Asia-Pacific, Development & Aid, Headlines, Population

AUSTRALIA: Wanted – Taxi Drivers with Third World Degrees

Lili Tuwai

SYDNEY, Mar 14 1997 (IPS) - Syrus Razzaghipour has a medical degree from a university in Iran. A Kurdish refugee, he was refused medical registration because his degree is not recognised in Australia. So, Razzaghipour became one of Australia’s most over- qualified taxi drivers.

He drove taxis for four years while waiting in vain to start his medical practice. Today, besides driving a cab, Razzaghipour runs a florist’s shop in a Sydney suburb.

“If I had to do a job other than medicine, it would be taxi- driving. There’s good money in taxis,” says Razzaghipour. “It didn’t make a difference if I was driving taxis or doing anything else.”

Sydney’s taxi drivers are said to be the most educated in the world. Many of them are recent immigrants who hold graduate and even post-graduate degrees from Third World universities but have difficulty getting their academic qualifications recognised in Australia.

The New South Wales Taxi Council says there are over 20,000 taxi drivers in the Sydney metropolitan region, most of them migrants who prefer driving cabs to working in dirty factories.

But, Australia’s current race and immigration debate has made life difficult for taxi drivers who come in contact with a whole spectrum of society during the course of a workday.

Drivers report an escalation in verbal and physical attacks, prompting the state Labour Government to acknowledge the urgent need to address workplace safety issues for taxi drivers and to put in place a reform package for the taxi industry.

To get an idea of the ethnic diversity of Sydney’s taxi drivers, one only has to go to Sydney’s international airport on a busy morning and look at the taxi queue there.

Joe Xie holds a degree from a college in China and had several years experience working as an engineer there before migrating to Australia. Apart from driving a cab, he works part time in a take- away food outlet to boost his income.

Like many migrants in Australia, he had great difficulty getting a job that recognised his qualification. “In Australia most companies or bosses don’t care about the qualification, they care about experience in Australia,” says Xie.

He adds: “If you just came from overseas you will not have that experience, and maybe language is what makes it hard if you can’t speak good English as well.”

This is a Catch-22 situation: migrants cannot get jobs unless they have experience in Australia, and they do not have Australia experience because they cannot get Australian jobs.

Taxi-driving is classified here as a hazardous occupation. A safety report released last year found the extent of violence toward taxi drivers was “far larger than generally recognised”.

It said five taxi drivers have been murdered in Sydney since 1993, and another survey estimated as many as 2,200 assaults and 1,600 robberies of taxi drivers each year – and 90 per cent of them go unreported.

But Aslam Parvaiz, a commerce graduate from Pakistan, dismisses these dangers with a certain bravado. He says: “In my opinion, every job – whether you are working the night shift at the 7- Eleven or driving cabs – someone can come and kill you for one dollar. So no job is dangerous and every job is dangerous, but you have to do something for a living.”

Parvaiz, 22, has been driving taxis for four years while waiting to complete further studies in advanced accounting. He adds: “Most of my friends have degrees and are fully qualified. It’s not that they can’t get a job, it’s just that they expect more. Most of my friends are driving taxis so they can continue their studies.”

Mahoo Edanner, 33, holds an honours degree in political science from Bangladesh and has been driving taxis for two years. But his 12-hour work day prevents him from doing anything else.

“I have tried to change my job because of the long hours. I haven’t been able to pursue a career, and as time has gone by I have lost interest,” he says.

Nearly all migrant taxi drivers have experienced racism, ranging from mild verbal attacks calling them “wogs” to physical abuse.

“Anglo Australians don’t know much about other nations or other cultures. That is why they have the wrong thinking,” says Xie. “When there are two or three of them sitting behind you acting rude, what can you do?”

The state government plans to introduce safety measures for taxi drivers here, with satellite-based Global Positioning Systems and driver protection screens to be installed in all Sydney taxis by the end of June.

These systems are designed to allow police to pinpoint the location of a taxi driver in distress.

Meantime, with the Sydney 2000 Olympics not far away and Australia expecting a second tourism boom in the next few years, the Taxi Council is moving to take advantage of the ethnic diversity of its taxi drivers.

Already, a new initiative is in place to assist international visitors and customers with non-English speaking backgrounds: Taxis carry removable national flags that indicate languages other than English spoken by their drivers.

Languages available include Arabic, Cantonese, Filipino, French, Greek, German, Hindu, Hebrew, Indonesian, Italian, Japanese, Korean, Lebanese, Mandarin, Portuguese, Russian, Spanish, Turkish, Urdu and Vietnamese.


§ **About this exercise**: Take the entries that follow and write each one out exactly.

==== Data supplied

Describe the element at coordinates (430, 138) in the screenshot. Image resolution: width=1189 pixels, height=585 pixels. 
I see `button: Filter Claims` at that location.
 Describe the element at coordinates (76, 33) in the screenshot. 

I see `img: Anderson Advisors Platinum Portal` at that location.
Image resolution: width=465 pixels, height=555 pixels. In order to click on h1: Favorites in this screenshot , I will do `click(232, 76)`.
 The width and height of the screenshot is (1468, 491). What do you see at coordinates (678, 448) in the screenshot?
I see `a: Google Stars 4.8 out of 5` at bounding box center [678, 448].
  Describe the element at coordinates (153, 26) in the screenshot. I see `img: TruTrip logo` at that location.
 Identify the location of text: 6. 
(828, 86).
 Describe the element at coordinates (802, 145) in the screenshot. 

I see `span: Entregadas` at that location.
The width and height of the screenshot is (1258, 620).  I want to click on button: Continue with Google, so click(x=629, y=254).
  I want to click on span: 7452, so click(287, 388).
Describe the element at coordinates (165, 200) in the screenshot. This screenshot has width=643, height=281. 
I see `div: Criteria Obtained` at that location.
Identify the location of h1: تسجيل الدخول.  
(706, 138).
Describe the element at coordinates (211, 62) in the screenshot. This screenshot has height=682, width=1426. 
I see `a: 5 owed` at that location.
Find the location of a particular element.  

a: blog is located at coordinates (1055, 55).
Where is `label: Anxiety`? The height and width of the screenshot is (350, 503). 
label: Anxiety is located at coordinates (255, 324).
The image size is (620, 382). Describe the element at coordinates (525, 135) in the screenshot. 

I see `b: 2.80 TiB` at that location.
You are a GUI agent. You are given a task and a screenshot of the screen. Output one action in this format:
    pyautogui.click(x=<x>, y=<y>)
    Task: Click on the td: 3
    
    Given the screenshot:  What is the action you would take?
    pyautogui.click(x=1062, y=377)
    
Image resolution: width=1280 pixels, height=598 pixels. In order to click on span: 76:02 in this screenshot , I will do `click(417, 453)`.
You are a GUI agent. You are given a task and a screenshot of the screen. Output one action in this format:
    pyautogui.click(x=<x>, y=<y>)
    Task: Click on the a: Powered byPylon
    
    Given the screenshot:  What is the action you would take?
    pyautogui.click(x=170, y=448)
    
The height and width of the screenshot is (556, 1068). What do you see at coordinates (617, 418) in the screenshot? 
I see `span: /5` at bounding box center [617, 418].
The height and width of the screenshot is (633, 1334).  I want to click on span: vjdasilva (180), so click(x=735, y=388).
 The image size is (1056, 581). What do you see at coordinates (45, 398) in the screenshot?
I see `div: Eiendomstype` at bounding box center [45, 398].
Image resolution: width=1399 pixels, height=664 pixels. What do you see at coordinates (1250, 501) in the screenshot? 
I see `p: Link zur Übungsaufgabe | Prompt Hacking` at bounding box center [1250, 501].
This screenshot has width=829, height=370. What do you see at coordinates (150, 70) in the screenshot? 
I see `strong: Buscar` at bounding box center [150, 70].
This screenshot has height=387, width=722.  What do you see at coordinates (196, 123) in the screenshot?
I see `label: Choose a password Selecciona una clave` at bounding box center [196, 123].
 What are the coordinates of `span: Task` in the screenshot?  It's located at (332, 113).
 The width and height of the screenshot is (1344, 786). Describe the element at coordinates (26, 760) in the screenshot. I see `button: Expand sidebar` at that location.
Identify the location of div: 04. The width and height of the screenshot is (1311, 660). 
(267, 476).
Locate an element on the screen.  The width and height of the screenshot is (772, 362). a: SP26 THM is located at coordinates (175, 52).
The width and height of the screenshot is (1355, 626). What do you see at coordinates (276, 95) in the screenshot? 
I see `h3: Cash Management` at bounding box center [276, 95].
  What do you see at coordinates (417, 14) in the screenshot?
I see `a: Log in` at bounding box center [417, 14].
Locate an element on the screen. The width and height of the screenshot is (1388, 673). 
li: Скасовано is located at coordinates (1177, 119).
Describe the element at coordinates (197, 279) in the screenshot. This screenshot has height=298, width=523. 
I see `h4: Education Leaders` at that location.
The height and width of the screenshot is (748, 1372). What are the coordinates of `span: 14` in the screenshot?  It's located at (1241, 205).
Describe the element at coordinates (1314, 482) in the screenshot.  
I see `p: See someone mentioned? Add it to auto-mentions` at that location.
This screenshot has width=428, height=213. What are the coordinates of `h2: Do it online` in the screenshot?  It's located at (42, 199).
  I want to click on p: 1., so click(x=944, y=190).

========

§ **Exercise answer**:
Describe the element at coordinates (430, 138) in the screenshot. Image resolution: width=1189 pixels, height=585 pixels. 
I see `button: Filter Claims` at that location.
 Describe the element at coordinates (76, 33) in the screenshot. 

I see `img: Anderson Advisors Platinum Portal` at that location.
Image resolution: width=465 pixels, height=555 pixels. In order to click on h1: Favorites in this screenshot , I will do `click(232, 76)`.
 The width and height of the screenshot is (1468, 491). What do you see at coordinates (678, 448) in the screenshot?
I see `a: Google Stars 4.8 out of 5` at bounding box center [678, 448].
  Describe the element at coordinates (153, 26) in the screenshot. I see `img: TruTrip logo` at that location.
 Identify the location of text: 6. 
(828, 86).
 Describe the element at coordinates (802, 145) in the screenshot. 

I see `span: Entregadas` at that location.
The width and height of the screenshot is (1258, 620).  I want to click on button: Continue with Google, so click(x=629, y=254).
  I want to click on span: 7452, so click(287, 388).
Describe the element at coordinates (165, 200) in the screenshot. This screenshot has width=643, height=281. 
I see `div: Criteria Obtained` at that location.
Identify the location of h1: تسجيل الدخول.  
(706, 138).
Describe the element at coordinates (211, 62) in the screenshot. This screenshot has height=682, width=1426. 
I see `a: 5 owed` at that location.
Find the location of a particular element.  

a: blog is located at coordinates (1055, 55).
Where is `label: Anxiety`? The height and width of the screenshot is (350, 503). 
label: Anxiety is located at coordinates (255, 324).
The image size is (620, 382). Describe the element at coordinates (525, 135) in the screenshot. 

I see `b: 2.80 TiB` at that location.
You are a GUI agent. You are given a task and a screenshot of the screen. Output one action in this format:
    pyautogui.click(x=<x>, y=<y>)
    Task: Click on the td: 3
    
    Given the screenshot:  What is the action you would take?
    pyautogui.click(x=1062, y=377)
    
Image resolution: width=1280 pixels, height=598 pixels. In order to click on span: 76:02 in this screenshot , I will do `click(417, 453)`.
You are a GUI agent. You are given a task and a screenshot of the screen. Output one action in this format:
    pyautogui.click(x=<x>, y=<y>)
    Task: Click on the a: Powered byPylon
    
    Given the screenshot:  What is the action you would take?
    pyautogui.click(x=170, y=448)
    
The height and width of the screenshot is (556, 1068). What do you see at coordinates (617, 418) in the screenshot? 
I see `span: /5` at bounding box center [617, 418].
The height and width of the screenshot is (633, 1334).  I want to click on span: vjdasilva (180), so click(x=735, y=388).
 The image size is (1056, 581). What do you see at coordinates (45, 398) in the screenshot?
I see `div: Eiendomstype` at bounding box center [45, 398].
Image resolution: width=1399 pixels, height=664 pixels. What do you see at coordinates (1250, 501) in the screenshot? 
I see `p: Link zur Übungsaufgabe | Prompt Hacking` at bounding box center [1250, 501].
This screenshot has width=829, height=370. What do you see at coordinates (150, 70) in the screenshot? 
I see `strong: Buscar` at bounding box center [150, 70].
This screenshot has height=387, width=722.  What do you see at coordinates (196, 123) in the screenshot?
I see `label: Choose a password Selecciona una clave` at bounding box center [196, 123].
 What are the coordinates of `span: Task` in the screenshot?  It's located at (332, 113).
 The width and height of the screenshot is (1344, 786). Describe the element at coordinates (26, 760) in the screenshot. I see `button: Expand sidebar` at that location.
Identify the location of div: 04. The width and height of the screenshot is (1311, 660). 
(267, 476).
Locate an element on the screen.  The width and height of the screenshot is (772, 362). a: SP26 THM is located at coordinates (175, 52).
The width and height of the screenshot is (1355, 626). What do you see at coordinates (276, 95) in the screenshot? 
I see `h3: Cash Management` at bounding box center [276, 95].
  What do you see at coordinates (417, 14) in the screenshot?
I see `a: Log in` at bounding box center [417, 14].
Locate an element on the screen. The width and height of the screenshot is (1388, 673). 
li: Скасовано is located at coordinates (1177, 119).
Describe the element at coordinates (197, 279) in the screenshot. This screenshot has height=298, width=523. 
I see `h4: Education Leaders` at that location.
The height and width of the screenshot is (748, 1372). What are the coordinates of `span: 14` in the screenshot?  It's located at (1241, 205).
Describe the element at coordinates (1314, 482) in the screenshot.  
I see `p: See someone mentioned? Add it to auto-mentions` at that location.
This screenshot has width=428, height=213. What are the coordinates of `h2: Do it online` in the screenshot?  It's located at (42, 199).
  I want to click on p: 1., so click(x=944, y=190).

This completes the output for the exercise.